The response often varies by tumor type. In lung cancer, these gene altered patients tended to be never smokers and respond very poorly in general to immune therapies, which were characterized by cold tumors. In colorectal cancer, the fusion patients were MSI high, which as indicated for immunotherapy too. Another advantage of doing comprehensive next generation sequencing is evaluating the tumor mutation burden, which is however controversial in terms of how predictive it is.

Speaking of all of these advances in targeted therapy and molecular screening, I was wondering if you could speak just a little bit about the oncologist-pathologists relationship, at least from your perspective? How did it evolve with all of these changes, and if there are any challenges that remain?
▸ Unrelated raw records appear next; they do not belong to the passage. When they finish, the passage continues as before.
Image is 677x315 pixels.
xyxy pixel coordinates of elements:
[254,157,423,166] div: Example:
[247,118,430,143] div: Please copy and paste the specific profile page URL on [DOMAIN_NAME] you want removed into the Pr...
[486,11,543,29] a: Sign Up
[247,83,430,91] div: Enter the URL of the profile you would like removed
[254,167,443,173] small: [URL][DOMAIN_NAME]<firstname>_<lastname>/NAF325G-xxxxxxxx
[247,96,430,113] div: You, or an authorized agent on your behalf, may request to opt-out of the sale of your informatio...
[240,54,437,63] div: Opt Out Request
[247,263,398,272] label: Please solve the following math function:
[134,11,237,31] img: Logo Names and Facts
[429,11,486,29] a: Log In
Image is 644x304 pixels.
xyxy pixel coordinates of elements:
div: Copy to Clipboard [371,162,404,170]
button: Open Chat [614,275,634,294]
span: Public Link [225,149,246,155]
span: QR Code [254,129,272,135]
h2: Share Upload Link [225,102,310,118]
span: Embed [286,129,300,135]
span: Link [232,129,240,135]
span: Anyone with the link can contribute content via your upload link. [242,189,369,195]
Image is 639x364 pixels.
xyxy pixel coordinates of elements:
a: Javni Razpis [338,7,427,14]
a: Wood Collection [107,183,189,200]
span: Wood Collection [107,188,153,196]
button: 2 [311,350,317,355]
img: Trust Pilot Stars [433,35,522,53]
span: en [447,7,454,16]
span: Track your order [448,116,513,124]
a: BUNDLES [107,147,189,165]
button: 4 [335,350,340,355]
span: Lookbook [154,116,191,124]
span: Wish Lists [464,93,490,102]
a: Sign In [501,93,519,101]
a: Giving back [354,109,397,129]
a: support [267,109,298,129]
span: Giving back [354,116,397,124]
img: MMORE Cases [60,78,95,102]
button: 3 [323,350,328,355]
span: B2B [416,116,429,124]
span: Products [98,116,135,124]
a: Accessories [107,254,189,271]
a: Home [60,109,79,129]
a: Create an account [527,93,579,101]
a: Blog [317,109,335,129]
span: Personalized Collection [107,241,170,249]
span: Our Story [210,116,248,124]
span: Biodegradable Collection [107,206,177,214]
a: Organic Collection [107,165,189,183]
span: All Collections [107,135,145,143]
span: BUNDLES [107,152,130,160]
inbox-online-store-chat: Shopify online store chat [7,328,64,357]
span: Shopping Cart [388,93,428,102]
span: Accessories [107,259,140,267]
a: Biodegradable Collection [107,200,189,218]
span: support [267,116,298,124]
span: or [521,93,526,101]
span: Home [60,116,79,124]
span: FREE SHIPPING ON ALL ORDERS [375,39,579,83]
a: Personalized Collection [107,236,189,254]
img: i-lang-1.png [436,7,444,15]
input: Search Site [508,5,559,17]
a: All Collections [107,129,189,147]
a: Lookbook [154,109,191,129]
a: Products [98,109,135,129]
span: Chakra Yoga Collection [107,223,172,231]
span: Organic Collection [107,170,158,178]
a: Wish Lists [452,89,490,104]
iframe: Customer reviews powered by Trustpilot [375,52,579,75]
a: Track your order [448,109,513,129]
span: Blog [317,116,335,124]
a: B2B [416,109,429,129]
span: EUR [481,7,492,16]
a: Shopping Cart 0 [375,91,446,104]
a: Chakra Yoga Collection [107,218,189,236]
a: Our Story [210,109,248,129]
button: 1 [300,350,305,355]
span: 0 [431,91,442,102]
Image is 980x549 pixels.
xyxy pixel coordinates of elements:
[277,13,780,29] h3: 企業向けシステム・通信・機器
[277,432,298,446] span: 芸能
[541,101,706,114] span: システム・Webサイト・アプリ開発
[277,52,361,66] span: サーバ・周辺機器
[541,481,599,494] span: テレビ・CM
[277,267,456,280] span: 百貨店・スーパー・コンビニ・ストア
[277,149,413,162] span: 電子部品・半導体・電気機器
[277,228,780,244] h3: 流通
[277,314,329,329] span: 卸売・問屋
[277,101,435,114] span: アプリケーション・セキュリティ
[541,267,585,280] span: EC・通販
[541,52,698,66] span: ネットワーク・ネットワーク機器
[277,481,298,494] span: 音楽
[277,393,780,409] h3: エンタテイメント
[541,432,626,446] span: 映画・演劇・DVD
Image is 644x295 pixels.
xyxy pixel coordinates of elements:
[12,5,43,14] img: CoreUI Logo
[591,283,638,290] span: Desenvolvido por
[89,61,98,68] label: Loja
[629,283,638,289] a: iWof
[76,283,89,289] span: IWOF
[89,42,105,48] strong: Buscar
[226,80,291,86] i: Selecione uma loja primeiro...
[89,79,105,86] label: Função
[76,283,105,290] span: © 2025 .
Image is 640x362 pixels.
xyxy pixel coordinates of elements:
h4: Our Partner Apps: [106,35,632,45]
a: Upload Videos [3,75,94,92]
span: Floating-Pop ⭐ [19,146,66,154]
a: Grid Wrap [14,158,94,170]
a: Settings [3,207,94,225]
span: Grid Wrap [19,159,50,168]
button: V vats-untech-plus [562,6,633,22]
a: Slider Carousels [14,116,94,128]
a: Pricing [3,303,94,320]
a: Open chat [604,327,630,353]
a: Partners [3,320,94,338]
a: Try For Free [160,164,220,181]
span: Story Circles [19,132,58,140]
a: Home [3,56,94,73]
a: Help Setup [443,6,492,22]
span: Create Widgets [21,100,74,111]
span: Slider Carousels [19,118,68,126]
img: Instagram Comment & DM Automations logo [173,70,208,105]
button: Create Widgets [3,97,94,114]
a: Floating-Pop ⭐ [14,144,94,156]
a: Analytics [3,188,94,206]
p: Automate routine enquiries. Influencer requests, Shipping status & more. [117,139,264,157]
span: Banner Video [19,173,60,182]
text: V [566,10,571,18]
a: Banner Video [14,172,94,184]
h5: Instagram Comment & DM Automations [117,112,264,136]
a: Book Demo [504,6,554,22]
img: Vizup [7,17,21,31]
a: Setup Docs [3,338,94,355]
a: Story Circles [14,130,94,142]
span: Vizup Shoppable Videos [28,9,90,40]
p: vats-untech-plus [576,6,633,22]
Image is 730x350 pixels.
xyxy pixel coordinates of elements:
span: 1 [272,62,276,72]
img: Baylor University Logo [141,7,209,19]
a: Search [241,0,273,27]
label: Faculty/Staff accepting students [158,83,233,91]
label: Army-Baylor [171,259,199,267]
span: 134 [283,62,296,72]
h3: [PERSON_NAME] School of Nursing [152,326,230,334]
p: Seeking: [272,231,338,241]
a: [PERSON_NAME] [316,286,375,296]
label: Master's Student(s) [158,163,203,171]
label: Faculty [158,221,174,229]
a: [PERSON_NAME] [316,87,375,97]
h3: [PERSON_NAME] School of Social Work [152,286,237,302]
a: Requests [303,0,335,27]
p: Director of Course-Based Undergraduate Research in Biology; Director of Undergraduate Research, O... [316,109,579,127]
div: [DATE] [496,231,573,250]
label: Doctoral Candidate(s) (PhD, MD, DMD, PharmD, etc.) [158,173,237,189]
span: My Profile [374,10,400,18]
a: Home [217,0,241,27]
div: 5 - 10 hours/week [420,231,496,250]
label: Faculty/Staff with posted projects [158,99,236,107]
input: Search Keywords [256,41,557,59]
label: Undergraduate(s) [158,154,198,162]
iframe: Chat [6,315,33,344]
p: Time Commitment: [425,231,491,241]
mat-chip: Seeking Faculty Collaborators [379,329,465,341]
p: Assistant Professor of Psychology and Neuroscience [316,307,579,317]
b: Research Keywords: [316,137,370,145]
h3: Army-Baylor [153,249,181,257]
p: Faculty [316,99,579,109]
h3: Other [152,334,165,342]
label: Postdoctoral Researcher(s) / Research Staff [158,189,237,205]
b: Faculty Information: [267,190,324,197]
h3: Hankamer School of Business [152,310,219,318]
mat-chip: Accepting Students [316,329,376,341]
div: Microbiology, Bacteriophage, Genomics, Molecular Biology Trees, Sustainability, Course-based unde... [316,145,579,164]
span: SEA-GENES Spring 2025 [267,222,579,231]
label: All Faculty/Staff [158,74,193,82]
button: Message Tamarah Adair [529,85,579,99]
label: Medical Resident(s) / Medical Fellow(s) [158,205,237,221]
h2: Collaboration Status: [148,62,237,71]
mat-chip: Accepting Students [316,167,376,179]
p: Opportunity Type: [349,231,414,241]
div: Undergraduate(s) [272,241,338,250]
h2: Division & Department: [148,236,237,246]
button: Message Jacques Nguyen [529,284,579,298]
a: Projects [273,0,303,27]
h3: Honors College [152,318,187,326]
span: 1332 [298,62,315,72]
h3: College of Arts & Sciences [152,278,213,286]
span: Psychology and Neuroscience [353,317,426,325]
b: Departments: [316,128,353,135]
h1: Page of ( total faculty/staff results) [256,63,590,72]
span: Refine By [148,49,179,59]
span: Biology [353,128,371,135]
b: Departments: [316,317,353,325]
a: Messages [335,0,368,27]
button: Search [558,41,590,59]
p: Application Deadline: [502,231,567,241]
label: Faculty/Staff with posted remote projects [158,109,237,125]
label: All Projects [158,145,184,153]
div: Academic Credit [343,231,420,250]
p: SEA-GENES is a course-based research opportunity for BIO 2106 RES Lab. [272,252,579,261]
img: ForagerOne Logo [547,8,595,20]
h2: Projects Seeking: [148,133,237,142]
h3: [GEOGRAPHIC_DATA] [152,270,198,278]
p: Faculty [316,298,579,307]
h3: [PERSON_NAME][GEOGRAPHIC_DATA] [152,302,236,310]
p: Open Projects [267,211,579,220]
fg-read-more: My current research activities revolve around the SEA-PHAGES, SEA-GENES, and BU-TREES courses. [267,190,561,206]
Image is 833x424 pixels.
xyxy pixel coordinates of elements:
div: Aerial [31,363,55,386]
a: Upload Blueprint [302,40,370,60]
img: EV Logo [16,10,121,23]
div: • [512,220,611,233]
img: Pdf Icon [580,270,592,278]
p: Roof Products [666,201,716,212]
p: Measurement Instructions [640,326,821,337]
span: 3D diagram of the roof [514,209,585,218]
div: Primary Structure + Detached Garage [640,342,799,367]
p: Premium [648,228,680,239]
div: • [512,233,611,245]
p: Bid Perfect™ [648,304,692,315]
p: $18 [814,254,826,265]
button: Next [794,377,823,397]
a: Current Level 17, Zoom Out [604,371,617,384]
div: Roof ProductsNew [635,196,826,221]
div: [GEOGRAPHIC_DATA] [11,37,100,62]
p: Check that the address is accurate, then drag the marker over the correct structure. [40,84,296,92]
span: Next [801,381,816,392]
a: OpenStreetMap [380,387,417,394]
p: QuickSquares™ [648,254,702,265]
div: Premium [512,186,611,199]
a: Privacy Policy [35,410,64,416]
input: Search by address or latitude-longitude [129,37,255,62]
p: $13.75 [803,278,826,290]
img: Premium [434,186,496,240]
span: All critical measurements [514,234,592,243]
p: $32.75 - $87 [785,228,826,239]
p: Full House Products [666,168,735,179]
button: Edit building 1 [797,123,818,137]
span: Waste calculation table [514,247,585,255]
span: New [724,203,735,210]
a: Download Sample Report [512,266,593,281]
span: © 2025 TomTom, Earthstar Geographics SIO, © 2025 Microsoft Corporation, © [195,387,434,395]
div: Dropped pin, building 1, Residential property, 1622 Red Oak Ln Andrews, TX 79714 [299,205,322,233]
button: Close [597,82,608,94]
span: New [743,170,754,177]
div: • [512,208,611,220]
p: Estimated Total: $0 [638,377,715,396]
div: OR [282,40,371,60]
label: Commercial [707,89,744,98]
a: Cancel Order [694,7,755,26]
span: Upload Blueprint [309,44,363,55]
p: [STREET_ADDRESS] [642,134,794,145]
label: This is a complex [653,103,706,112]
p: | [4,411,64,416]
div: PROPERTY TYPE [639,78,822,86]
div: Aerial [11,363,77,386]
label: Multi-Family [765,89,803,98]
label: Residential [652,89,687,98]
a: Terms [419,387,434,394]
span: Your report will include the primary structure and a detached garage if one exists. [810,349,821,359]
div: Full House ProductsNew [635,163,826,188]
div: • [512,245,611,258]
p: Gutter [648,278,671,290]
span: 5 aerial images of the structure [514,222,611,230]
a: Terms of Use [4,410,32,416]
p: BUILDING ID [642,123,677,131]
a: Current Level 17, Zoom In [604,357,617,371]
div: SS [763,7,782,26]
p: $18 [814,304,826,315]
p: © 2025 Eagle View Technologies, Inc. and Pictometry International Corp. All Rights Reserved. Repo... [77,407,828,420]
There has been always challenge, I think now more than ever. We're very fortunate at University of Colorado to have a world-class molecular pathologist, Dr. Aisner. Given that I do lung cancers, we're highly reliant on those molecular reports. I'm on the phone with our molecular pathologist or email constantly. All tests are not created equal. When it comes down to next generation sequencing assay, the options could be a 20 gene panel, 50 gene panel or 400 gene panel, ctDNA assays. We did not talk about ctDNA, which lacks NTRK gene fusions and it also has lower sensitivity. It is important to talk to your molecular pathologist, or even the commercial vendors, which typically have very good customer support in terms of what a negative test means what a positive test means. Whenever I have questions, I pick up the phone, I email, because they are so important to correctly identify these alterations for treatment that you really need to have a good communication stream. The other challenges is that we all use different assays, in-house test, Foundation Medicine, Caris, Guardian or other tests. They all have differential capabilities. One of the mantras that I learned from the molecular pathologists is that no test is perfect. It is reasonable to consider an alternate testing method if you suspect that you may have missed something. Our in-house testing is great, but it's not perfect. We know where the holes are, too. If we don't find something, we order orthogonal tests or different type of tests to look for this.